The zombie sorceresses are mostly in the background here. The war starting is glossed over, and the final nuclear blast is vague enough to not fall into my pet peeve of “plot-nukes”. To its credit, the explanation for the war starting is vague and contrived, (NATO will soon climb out of its pit and the Soviets must strike when they can) but still handwaved past quickly to get to the action. This is well-handled, and the low-level focus of the book keeps their hands from showing.

The “Wha?”

Like with the technical details, Chieftains is wildly inconsistent in literary terms. The same trend holds. British scenes and characters are mostly good, while the Americans are less so, to put it mildly. Given how Forrest-Webb portrays the Americans, I shudder to think at how he would have handled Soviet viewpoint characters.

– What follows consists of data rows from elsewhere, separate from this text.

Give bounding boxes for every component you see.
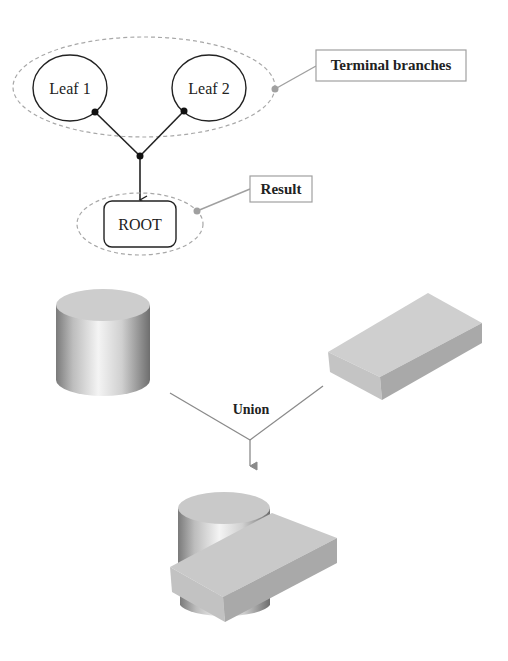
csg-diagram: Leaf 1 Leaf 2 ROOT Terminal branches Res [0,0,508,661]
leaf-1-label: Leaf 1 [49,80,90,97]
terminal-branches-callout: Terminal branches [272,50,467,93]
result-callout: Result [194,176,313,215]
root-label: ROOT [118,216,162,233]
junction-node [137,153,144,160]
union-operation: Union [170,386,323,466]
union-label: Union [233,402,270,417]
terminal-branches-label: Terminal branches [331,57,452,73]
root-node[interactable]: ROOT [104,201,176,247]
cylinder-solid [56,289,150,396]
terminal-branches-group: Leaf 1 Leaf 2 [13,37,275,137]
leaf-2-label: Leaf 2 [188,80,229,97]
result-group: ROOT [77,193,203,255]
union-result-solid [170,492,337,622]
leaf-2-port [181,108,188,115]
tree-edges [92,108,188,201]
leaf-1-port [92,109,99,116]
box-solid [328,293,482,400]
result-label: Result [261,181,302,197]
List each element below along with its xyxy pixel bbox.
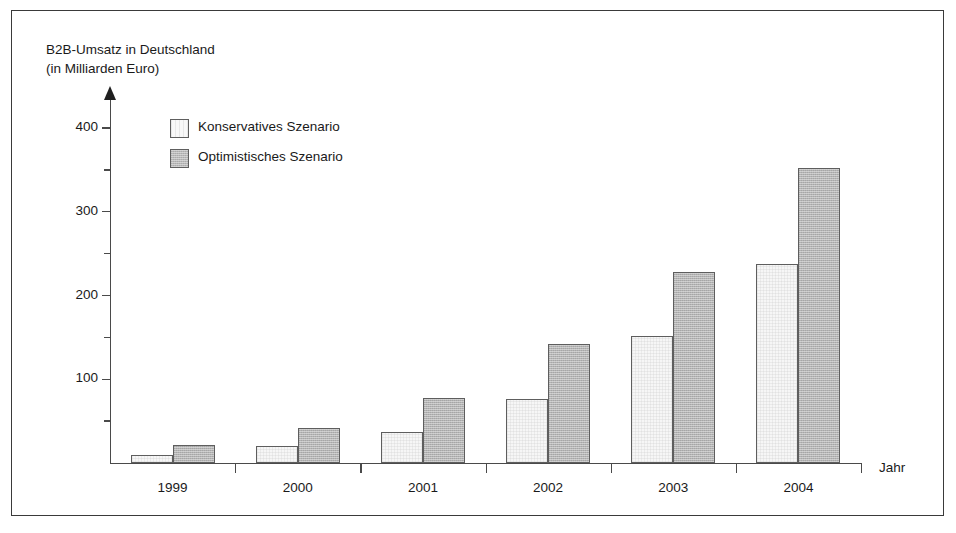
x-axis-label-2003: 2003 (628, 480, 718, 495)
x-axis-tick (611, 463, 612, 473)
bar-2004-optimistisch (798, 168, 840, 463)
y-axis-tick-major (102, 295, 111, 296)
x-axis-label-2004: 2004 (753, 480, 843, 495)
y-axis-tick-minor (104, 253, 111, 254)
x-axis-tick (486, 463, 487, 473)
bar-2004-konservativ (756, 264, 798, 463)
x-axis-label-2001: 2001 (378, 480, 468, 495)
bar-1999-konservativ (131, 455, 173, 463)
bar-2003-konservativ (631, 336, 673, 463)
y-axis-tick-minor (104, 169, 111, 170)
legend-swatch-icon (170, 119, 189, 138)
bar-2000-optimistisch (298, 428, 340, 463)
chart-title-line-2: (in Milliarden Euro) (46, 59, 159, 78)
y-axis-arrow-icon (104, 86, 116, 100)
y-axis-tick-label: 400 (52, 119, 98, 134)
chart-canvas: B2B-Umsatz in Deutschland (in Milliarden… (0, 0, 956, 533)
y-axis-tick-minor (104, 420, 111, 421)
x-axis-tick (235, 463, 236, 473)
legend-label: Konservatives Szenario (198, 119, 340, 134)
x-axis-label-1999: 1999 (128, 480, 218, 495)
x-axis-end-tick (861, 463, 862, 473)
x-axis-title: Jahr (879, 460, 905, 475)
y-axis-tick-label: 100 (52, 370, 98, 385)
bar-2003-optimistisch (673, 272, 715, 463)
legend-label: Optimistisches Szenario (198, 149, 343, 164)
y-axis-tick-minor (104, 337, 111, 338)
bar-2001-konservativ (381, 432, 423, 463)
x-axis-label-2002: 2002 (503, 480, 593, 495)
chart-title-line-1: B2B-Umsatz in Deutschland (46, 40, 215, 59)
bar-2001-optimistisch (423, 398, 465, 463)
bar-2000-konservativ (256, 446, 298, 463)
y-axis-tick-label: 200 (52, 287, 98, 302)
legend-swatch-icon (170, 149, 189, 168)
y-axis-tick-label: 300 (52, 203, 98, 218)
y-axis-line (110, 96, 111, 464)
bar-1999-optimistisch (173, 445, 215, 463)
bar-2002-konservativ (506, 399, 548, 463)
x-axis-label-2000: 2000 (253, 480, 343, 495)
y-axis-tick-major (102, 127, 111, 128)
y-axis-tick-major (102, 211, 111, 212)
x-axis-tick (360, 463, 361, 473)
x-axis-tick (736, 463, 737, 473)
y-axis-tick-major (102, 379, 111, 380)
bar-2002-optimistisch (548, 344, 590, 463)
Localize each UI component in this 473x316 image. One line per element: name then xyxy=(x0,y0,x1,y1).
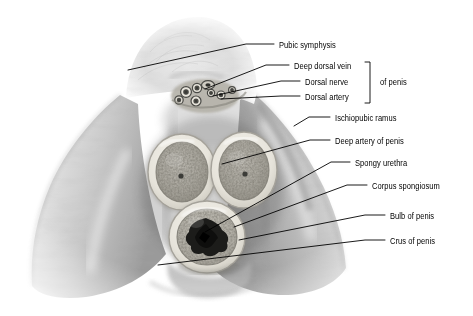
annotation-layer xyxy=(0,0,473,316)
leader-line-deep-dorsal-vein xyxy=(205,65,289,89)
of-penis-bracket xyxy=(365,62,370,103)
label-spongy-urethra: Spongy urethra xyxy=(355,160,407,168)
leader-line-crus-of-penis xyxy=(158,240,385,265)
label-ischiopubic-ramus: Ischiopubic ramus xyxy=(335,115,396,123)
label-dorsal-artery: Dorsal artery xyxy=(305,94,349,102)
label-crus-of-penis: Crus of penis xyxy=(390,238,435,246)
leader-line-spongy-urethra xyxy=(205,162,350,232)
label-deep-dorsal-vein: Deep dorsal vein xyxy=(294,63,351,71)
label-corpus-spongiosum: Corpus spongiosum xyxy=(372,183,440,191)
leader-line-dorsal-artery xyxy=(221,96,300,99)
leader-line-deep-artery xyxy=(222,140,330,164)
label-bulb-of-penis: Bulb of penis xyxy=(390,213,434,221)
label-pubic-symphysis: Pubic symphysis xyxy=(279,42,336,50)
leader-line-corpus-spongiosum xyxy=(234,185,367,227)
leader-line-pubic-symphysis xyxy=(128,44,274,70)
label-dorsal-nerve: Dorsal nerve xyxy=(305,79,348,87)
leader-line-ischiopubic-ramus xyxy=(294,117,330,126)
label-of-penis-group: of penis xyxy=(380,79,407,87)
figure-canvas: Pubic symphysisDeep dorsal veinDorsal ne… xyxy=(0,0,473,316)
leader-line-dorsal-nerve xyxy=(213,81,300,96)
leader-line-bulb-of-penis xyxy=(239,215,385,240)
label-deep-artery: Deep artery of penis xyxy=(335,138,404,146)
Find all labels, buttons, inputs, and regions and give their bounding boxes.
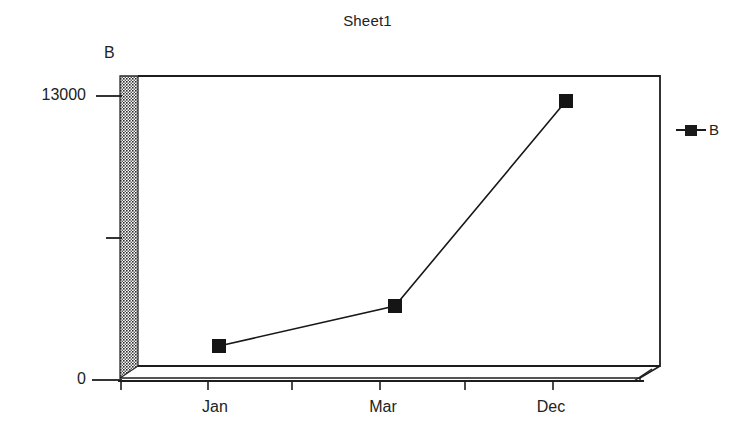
plot-floor-3d bbox=[120, 366, 660, 378]
chart-container: Sheet1 B 13000 0 Jan Mar Dec bbox=[0, 0, 755, 445]
data-point-marker-jan bbox=[212, 339, 226, 353]
data-point-marker-dec bbox=[559, 94, 573, 108]
x-axis-end-arrowhead bbox=[634, 369, 652, 381]
legend-marker-b bbox=[676, 123, 706, 137]
legend-label-b: B bbox=[709, 122, 719, 137]
x-axis-ticks bbox=[121, 381, 553, 390]
legend-square-icon bbox=[685, 125, 697, 136]
data-point-marker-mar bbox=[388, 299, 402, 313]
plot-area bbox=[0, 0, 755, 445]
y-axis-ticks bbox=[92, 96, 122, 380]
axis-wall-3d bbox=[120, 76, 138, 378]
chart-legend: B bbox=[676, 122, 719, 137]
plot-back-panel bbox=[138, 76, 660, 366]
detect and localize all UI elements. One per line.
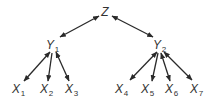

Thankfully, he doesn’t have them. The characters are serviceable by tank novel standards, and the disruptions are never that immense-the story still flows, and flows very well in spite of them. It does end too quickly even given the circumstances-its ending is like if Dr. Strangelove stopped right after the guy rode the bomb down.

The entire American segment could be cut without hurting anything. The occasional cut away from the British tank unit could be cut without hurting anything. And, finally, the “capture scene” could definitely be cut.

The action is gritting, bloody, and effective-except for the “capture scene” where the tank regiment’s commander is captured, has a flashback to sleeping with a colleague’s wife after being told of it by his interrogators, gets shot, gets up, and then shoots up the camp like an action hero, killing his torturer in a cinematic way with grenades. It’s out of place. Very out of place.

A small issue is the tone. A lot of the time it has an implicit anti-war tone simply by showing the brutality and gore first-hand, but it has a clashing explicit “this is why we need more money for the Army the politicians starved” message sometimes that also gets in the way. Bigger than that by far is the prose. Forrest-Webb’s writing is kind of clunky and he loves his exclamation points a little too much.

The Only Score That Really Matters

I liked this book. It’s a good tale of tanks exploding, and it’s got a degree of real grit to it that a lot of otherwise well-written books don’t have. I would have loved it if it wasn’t for the unevenness and sloppiness. But the sloppiness is there, and while some of the unevenness is forgivable, more of it is not.

This is a good tale, but it could have been a great one with some polish that it simply doesn’t have.